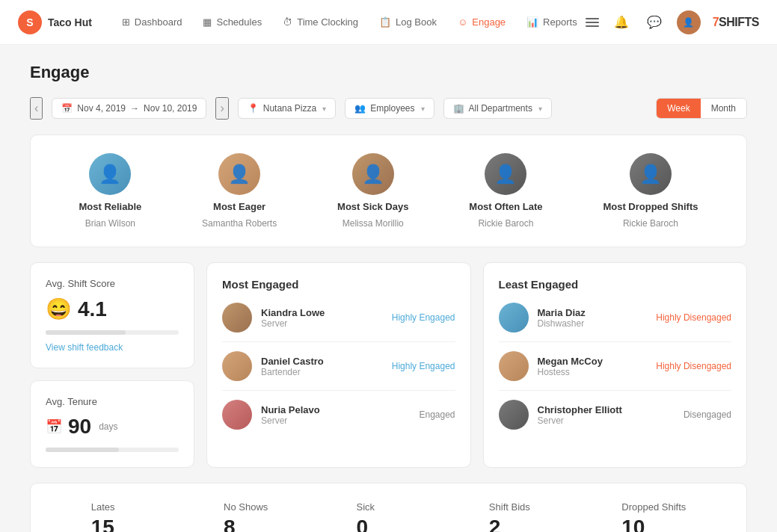 The height and width of the screenshot is (532, 777). I want to click on reports-icon: 📊, so click(532, 22).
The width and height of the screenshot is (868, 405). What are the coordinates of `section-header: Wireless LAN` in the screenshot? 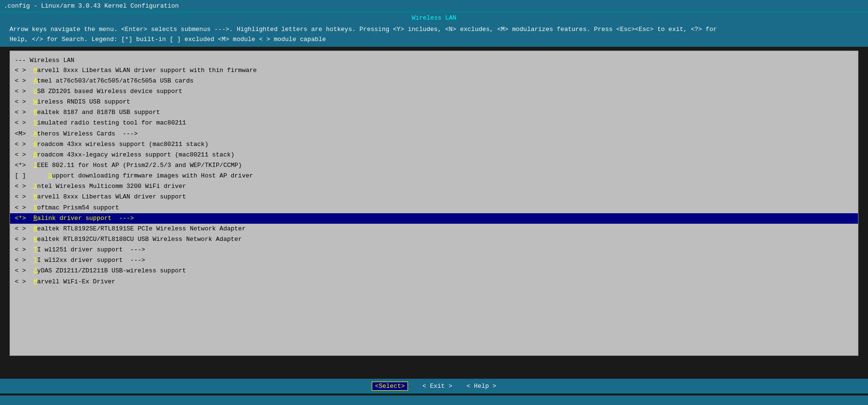 It's located at (434, 18).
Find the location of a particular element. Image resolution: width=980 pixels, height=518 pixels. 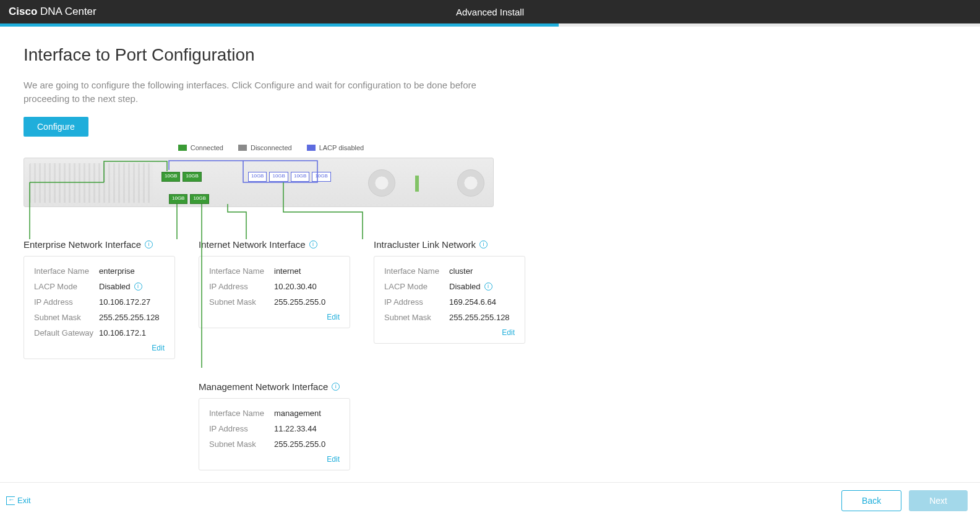

label-gw: Default Gateway is located at coordinates (67, 333).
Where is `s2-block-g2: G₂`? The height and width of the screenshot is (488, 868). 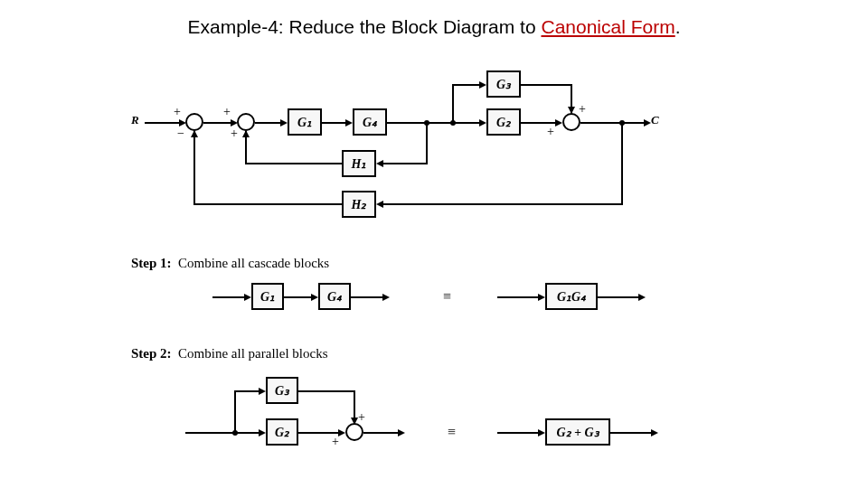 s2-block-g2: G₂ is located at coordinates (282, 432).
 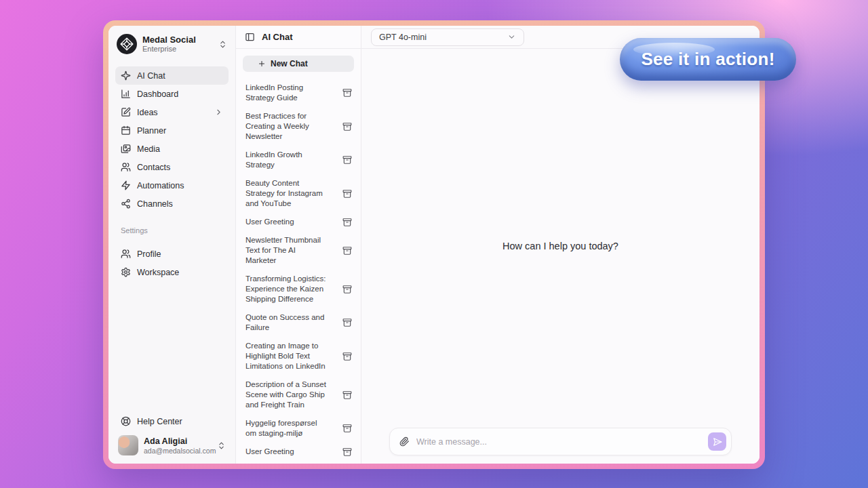 What do you see at coordinates (287, 289) in the screenshot?
I see `chat-title: Transforming Logistics: Experience the K…` at bounding box center [287, 289].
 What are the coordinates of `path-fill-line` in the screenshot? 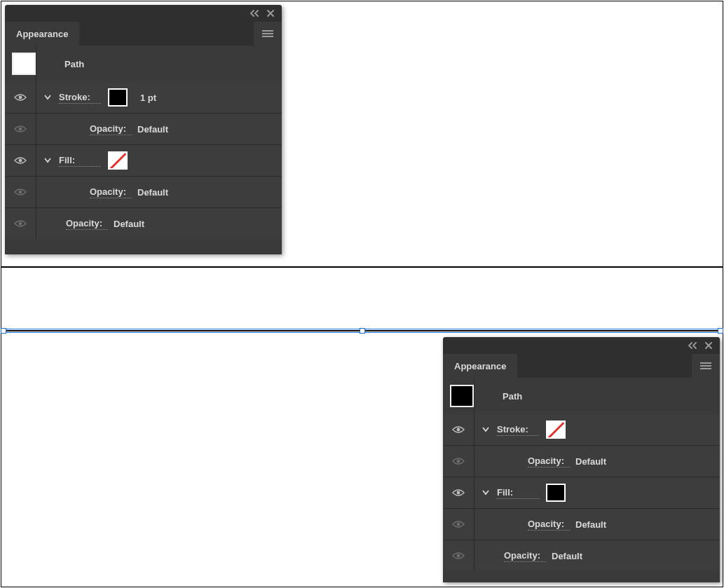 It's located at (362, 331).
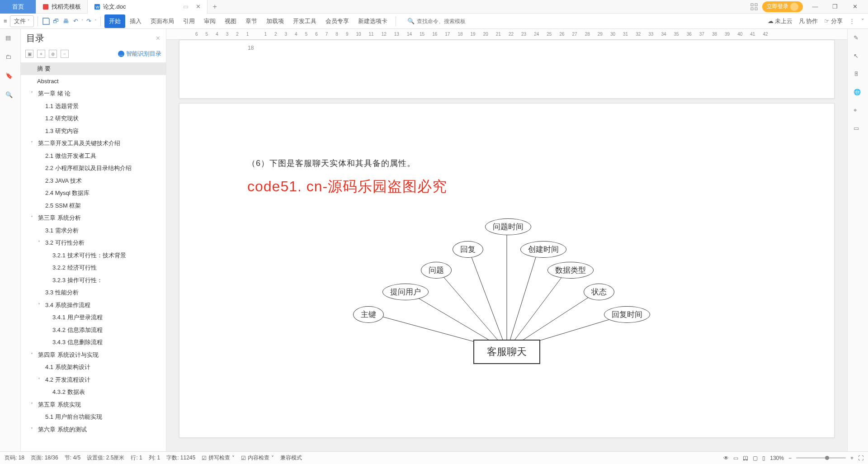 This screenshot has width=868, height=464. I want to click on ribbon-tab-10: 新建选项卡, so click(373, 21).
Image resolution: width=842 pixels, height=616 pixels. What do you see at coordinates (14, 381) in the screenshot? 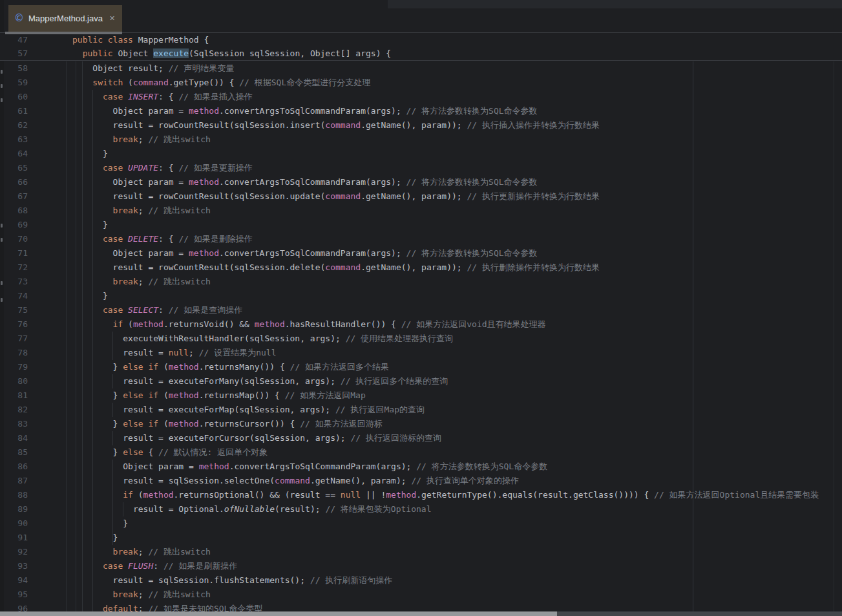
I see `line-number: 80` at bounding box center [14, 381].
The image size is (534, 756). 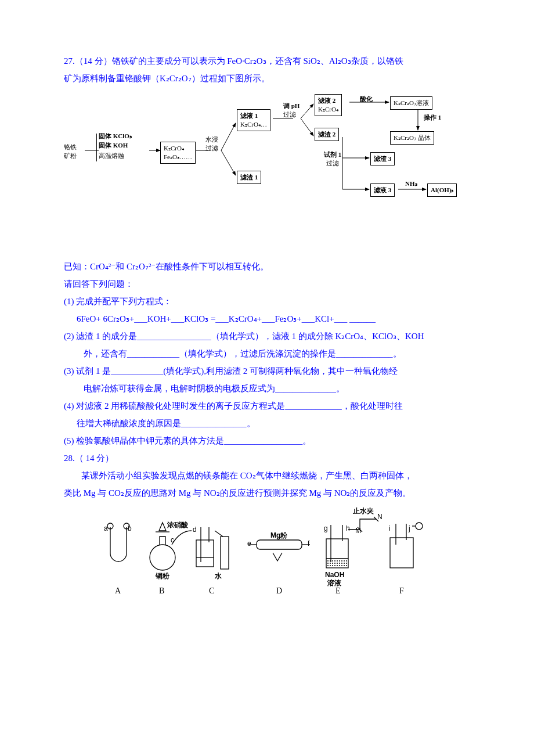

- The problem: Print exactly the lines between the line containing "Image resolution: width=842" and the last line of the entries above, including both, and nothing besides; skip the pictures.

- Solution below:
Image resolution: width=842 pixels, height=616 pixels. What do you see at coordinates (14, 381) in the screenshot? 
I see `line-number: 80` at bounding box center [14, 381].
The image size is (534, 756). 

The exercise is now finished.